In the Lower Gallery we have Claude Lawrence who is inspired by the spirit of improvisation and abstraction. He interprets the innovations and languages of Jazz and Abstract Expressionism to create striking renditions of movement, listening, memories and experiences with a strong attentiveness to color and form, drawn from his experiences of living and working between the United States and France. We include the work, Untitled (2021).
Rita Alaoui contemplates in her works the human relationship with nature. Autumn #13 (2023) is part of an ongoing series that is focused on slowing time down to reify nature, that thrives with lesser human intervention. Her continued studies and numerous portraits of selected plants, enliven and extend her knowledge of their provenance, characteristics and medicinal properties, which ground and extend her connections to her immediate environment in France, her travels to other locations, and to her country Morocco and her matrilineal ancestry.
Emma Prempeh's Solitude (2022) is a portrait of a friend, and a tribute that poetically draws together an ode to the passing of time, pictorially and materially in the painting itself. In the foreground of a dark interior, Prempeh's friend sits comfortably, and fully prepared, with sunglasses in a ray of light that bathes her face, and highlights features of the rest of the room, including a clock. That light is captured in the application of schlag metal (composition gold leaf) that oxidizes and transforms over time, like memory and our recollections that become embellished or imperfect. The recurring motif of carpet from Prempeh's Grandmother's house is barely discernible, but omnipresent as a representation of the past, the outward gaze of her friend seemingly looking towards the future.

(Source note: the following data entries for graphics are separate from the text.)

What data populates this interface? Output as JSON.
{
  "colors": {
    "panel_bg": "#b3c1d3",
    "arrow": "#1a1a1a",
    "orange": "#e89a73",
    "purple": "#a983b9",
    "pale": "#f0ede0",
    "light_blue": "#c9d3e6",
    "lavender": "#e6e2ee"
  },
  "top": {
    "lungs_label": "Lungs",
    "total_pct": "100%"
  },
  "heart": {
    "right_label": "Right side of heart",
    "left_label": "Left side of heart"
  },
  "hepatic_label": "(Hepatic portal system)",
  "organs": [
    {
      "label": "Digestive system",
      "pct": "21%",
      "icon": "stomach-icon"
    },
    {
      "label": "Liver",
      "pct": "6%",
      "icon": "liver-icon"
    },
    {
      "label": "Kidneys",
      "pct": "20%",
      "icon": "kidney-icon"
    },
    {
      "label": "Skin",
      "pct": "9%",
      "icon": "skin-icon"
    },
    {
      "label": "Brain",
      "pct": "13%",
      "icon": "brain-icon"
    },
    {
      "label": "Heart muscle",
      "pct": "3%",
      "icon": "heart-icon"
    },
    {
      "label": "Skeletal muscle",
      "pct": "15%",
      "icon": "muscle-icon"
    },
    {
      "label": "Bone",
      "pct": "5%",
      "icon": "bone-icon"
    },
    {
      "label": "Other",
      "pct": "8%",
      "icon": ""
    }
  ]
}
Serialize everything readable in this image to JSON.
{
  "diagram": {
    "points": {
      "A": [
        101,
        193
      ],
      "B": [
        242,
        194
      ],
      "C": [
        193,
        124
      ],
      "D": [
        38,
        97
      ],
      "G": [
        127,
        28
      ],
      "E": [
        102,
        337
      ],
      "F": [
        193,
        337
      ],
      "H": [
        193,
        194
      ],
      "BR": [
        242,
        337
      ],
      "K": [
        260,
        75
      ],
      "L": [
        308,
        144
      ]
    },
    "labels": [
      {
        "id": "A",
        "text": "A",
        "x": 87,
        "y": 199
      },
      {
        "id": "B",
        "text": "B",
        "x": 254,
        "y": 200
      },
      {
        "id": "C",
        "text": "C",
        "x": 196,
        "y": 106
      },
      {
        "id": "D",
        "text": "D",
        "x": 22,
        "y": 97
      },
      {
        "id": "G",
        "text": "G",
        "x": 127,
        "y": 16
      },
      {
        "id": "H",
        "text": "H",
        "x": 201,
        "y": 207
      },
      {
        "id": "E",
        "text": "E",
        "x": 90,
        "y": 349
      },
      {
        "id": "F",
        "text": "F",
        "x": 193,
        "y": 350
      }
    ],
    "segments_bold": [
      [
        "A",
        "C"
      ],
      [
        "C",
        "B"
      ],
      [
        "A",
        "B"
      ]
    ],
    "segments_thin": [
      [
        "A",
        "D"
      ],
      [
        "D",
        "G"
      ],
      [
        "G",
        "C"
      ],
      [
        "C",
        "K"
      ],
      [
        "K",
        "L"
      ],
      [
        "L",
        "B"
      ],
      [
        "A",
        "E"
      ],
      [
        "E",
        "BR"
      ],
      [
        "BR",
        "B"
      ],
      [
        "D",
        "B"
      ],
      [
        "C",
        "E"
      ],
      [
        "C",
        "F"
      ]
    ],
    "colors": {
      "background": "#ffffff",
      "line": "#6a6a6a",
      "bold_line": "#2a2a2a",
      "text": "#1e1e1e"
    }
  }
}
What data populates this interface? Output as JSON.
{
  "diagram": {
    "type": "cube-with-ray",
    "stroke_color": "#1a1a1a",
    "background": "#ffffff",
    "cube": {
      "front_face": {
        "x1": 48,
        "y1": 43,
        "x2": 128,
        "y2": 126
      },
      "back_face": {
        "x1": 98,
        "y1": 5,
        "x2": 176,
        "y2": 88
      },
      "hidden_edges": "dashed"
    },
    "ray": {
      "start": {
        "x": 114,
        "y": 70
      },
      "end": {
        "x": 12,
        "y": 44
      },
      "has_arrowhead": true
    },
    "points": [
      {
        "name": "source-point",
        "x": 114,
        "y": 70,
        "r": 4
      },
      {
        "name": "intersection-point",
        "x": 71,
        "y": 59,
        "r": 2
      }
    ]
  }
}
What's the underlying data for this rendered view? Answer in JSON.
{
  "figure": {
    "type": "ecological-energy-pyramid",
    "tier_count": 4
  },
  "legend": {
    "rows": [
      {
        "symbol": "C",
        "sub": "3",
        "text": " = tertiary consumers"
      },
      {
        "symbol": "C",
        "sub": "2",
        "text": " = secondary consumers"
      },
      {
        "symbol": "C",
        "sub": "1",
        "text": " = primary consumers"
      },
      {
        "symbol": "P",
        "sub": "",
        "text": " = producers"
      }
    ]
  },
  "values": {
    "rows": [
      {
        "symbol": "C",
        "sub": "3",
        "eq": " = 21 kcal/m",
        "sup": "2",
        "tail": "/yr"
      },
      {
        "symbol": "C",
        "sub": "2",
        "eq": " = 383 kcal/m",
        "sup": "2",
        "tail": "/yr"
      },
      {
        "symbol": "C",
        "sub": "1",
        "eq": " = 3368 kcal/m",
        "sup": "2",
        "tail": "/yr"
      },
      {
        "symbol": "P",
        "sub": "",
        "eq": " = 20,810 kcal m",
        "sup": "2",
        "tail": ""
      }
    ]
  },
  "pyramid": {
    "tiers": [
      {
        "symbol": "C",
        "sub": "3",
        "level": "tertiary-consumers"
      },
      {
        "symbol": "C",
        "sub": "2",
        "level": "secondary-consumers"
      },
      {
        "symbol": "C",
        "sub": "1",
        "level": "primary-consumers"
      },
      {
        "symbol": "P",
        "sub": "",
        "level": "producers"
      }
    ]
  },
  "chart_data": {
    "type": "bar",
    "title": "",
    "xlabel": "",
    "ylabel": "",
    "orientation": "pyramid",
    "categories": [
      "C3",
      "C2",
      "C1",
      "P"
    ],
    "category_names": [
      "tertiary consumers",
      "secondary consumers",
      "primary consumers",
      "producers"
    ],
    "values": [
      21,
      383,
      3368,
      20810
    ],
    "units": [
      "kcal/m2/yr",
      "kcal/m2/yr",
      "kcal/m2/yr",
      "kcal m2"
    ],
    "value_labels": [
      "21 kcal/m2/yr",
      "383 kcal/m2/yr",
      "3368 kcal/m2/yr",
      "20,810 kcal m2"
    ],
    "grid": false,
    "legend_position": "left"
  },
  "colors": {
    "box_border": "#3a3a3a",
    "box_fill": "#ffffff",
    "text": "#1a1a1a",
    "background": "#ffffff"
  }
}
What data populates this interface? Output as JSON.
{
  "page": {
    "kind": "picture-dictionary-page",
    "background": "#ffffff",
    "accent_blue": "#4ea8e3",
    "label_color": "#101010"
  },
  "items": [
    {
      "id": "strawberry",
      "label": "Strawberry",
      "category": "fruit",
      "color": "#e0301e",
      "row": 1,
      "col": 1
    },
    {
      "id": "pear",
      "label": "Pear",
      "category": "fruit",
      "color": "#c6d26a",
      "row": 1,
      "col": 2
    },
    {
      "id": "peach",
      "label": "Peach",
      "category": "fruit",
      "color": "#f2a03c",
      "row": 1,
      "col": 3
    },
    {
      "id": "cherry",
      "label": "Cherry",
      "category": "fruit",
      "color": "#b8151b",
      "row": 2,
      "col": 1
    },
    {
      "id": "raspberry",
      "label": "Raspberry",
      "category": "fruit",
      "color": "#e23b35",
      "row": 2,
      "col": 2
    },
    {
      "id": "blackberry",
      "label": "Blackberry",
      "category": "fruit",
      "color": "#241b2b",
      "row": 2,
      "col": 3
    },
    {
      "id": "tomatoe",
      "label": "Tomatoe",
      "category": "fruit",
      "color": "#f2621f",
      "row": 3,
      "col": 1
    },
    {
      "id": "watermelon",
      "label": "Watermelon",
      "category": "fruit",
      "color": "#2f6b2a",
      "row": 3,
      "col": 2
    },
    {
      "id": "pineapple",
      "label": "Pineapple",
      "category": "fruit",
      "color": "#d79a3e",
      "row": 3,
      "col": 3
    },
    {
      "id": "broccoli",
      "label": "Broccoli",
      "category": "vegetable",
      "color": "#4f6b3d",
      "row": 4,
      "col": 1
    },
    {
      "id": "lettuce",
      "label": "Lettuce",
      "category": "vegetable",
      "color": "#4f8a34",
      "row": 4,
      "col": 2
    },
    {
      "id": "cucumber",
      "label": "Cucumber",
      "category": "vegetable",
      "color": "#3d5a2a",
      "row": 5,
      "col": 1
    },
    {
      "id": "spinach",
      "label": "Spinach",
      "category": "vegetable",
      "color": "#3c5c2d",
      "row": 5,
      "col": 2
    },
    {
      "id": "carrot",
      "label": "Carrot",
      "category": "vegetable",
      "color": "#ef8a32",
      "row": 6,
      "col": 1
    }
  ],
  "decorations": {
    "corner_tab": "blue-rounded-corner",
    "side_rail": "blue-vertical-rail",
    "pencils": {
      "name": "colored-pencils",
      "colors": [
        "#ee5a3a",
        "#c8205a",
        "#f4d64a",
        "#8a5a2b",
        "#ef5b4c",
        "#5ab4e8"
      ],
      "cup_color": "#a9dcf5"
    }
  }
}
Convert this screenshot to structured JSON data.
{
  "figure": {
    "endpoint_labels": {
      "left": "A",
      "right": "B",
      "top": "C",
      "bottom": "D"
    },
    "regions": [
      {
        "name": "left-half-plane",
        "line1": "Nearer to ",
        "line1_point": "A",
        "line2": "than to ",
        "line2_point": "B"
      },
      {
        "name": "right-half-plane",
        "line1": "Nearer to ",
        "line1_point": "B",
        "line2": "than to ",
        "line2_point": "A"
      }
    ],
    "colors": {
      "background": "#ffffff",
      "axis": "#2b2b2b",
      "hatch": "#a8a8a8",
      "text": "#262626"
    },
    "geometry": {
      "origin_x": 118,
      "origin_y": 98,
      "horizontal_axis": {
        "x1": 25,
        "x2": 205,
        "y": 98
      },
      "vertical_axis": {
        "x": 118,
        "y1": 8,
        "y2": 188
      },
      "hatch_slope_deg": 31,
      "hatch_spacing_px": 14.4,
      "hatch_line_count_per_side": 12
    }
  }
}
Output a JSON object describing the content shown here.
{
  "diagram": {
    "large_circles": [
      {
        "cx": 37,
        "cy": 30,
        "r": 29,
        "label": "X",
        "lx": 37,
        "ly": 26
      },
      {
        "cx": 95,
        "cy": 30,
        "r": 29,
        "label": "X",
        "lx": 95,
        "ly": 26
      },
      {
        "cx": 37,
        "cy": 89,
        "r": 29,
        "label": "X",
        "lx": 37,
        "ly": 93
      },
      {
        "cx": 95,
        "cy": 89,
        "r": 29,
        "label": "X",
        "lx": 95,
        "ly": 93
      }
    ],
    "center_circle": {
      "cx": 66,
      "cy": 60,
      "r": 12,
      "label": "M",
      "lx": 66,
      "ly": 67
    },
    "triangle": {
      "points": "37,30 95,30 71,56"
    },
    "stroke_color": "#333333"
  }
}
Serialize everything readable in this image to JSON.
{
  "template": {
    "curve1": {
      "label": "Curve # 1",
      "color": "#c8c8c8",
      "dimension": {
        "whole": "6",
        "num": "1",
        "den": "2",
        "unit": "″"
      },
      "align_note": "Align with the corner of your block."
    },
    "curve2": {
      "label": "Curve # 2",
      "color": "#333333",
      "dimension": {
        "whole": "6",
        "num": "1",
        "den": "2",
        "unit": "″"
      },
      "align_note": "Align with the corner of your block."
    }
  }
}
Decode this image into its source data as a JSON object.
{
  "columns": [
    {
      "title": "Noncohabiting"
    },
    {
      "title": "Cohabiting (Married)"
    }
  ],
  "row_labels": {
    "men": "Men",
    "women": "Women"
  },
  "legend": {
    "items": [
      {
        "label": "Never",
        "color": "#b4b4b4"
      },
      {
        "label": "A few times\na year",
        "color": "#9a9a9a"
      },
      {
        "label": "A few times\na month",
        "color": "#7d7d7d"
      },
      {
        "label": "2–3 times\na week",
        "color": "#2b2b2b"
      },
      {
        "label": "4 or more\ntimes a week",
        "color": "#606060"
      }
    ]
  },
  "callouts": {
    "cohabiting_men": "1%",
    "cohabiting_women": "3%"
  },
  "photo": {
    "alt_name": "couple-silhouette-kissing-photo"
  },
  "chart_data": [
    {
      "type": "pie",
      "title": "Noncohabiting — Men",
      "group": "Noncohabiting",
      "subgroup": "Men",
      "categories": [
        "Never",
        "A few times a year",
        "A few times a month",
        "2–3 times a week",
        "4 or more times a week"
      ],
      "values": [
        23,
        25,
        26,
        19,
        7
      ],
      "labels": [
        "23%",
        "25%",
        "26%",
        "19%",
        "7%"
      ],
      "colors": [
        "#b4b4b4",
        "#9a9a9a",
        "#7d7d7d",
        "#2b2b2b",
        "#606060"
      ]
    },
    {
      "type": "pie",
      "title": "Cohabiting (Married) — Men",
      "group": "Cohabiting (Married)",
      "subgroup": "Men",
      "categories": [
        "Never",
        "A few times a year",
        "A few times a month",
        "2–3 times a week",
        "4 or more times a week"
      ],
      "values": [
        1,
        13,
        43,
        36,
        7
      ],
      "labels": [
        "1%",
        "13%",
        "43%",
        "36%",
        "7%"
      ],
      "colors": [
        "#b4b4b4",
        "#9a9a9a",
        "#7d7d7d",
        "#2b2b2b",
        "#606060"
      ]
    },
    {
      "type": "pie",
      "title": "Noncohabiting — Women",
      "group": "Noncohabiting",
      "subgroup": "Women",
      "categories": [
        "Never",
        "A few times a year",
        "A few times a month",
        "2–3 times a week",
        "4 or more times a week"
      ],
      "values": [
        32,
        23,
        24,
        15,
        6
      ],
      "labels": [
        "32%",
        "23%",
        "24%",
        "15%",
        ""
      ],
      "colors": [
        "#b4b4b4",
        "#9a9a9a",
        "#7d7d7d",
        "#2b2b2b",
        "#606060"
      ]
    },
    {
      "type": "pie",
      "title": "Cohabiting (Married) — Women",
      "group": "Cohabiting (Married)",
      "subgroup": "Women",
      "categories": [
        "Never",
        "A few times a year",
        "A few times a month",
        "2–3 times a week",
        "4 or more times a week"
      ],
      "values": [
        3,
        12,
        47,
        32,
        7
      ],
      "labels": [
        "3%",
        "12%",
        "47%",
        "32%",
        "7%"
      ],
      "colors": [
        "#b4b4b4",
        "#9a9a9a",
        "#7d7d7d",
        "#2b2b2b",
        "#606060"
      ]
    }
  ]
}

For Amanda Mushate, abstraction creates a space for her to take stock of her life and events, and the challenges that she faces as an ambitious young woman and parent, working and pursuing an artistic practice in a culturally male-dominated world in Zimbabwe. Mushate unpacks her observations through her expression of ubuntu an African continental, philosophical understanding of interconnectedness to a community and to humanity. Portrayed as a meandering pathway, Mushate delineates a journey thought that has no apparent beginning or end, and where she expresses her tensions, joys and questions on her canvases. Works in the exhibition include: Ramangwana mukutamba [The future in play], (2023), Ukuthandana [Loving each other)] (2023) and Izifiso [Wishes)] (2023).
Tessa Mars depicts mythologies of her own invention to explore her Haitian identity and representations of connection to land and ancestors over time and space. In the show we feature, The Water Is Waiting [For Us To Water Too] (2023). It is unclear if whether their still or taken by the tide, but representations of Mars family are caught in an equally ambiguous body of water. Haiti is one of several Caribbean nations affected by climate emergency-induced rising sea levels. Mars poses the question in the face of the advancing water, are the island and her people literally and figuratively ready to swim together against the rising tide?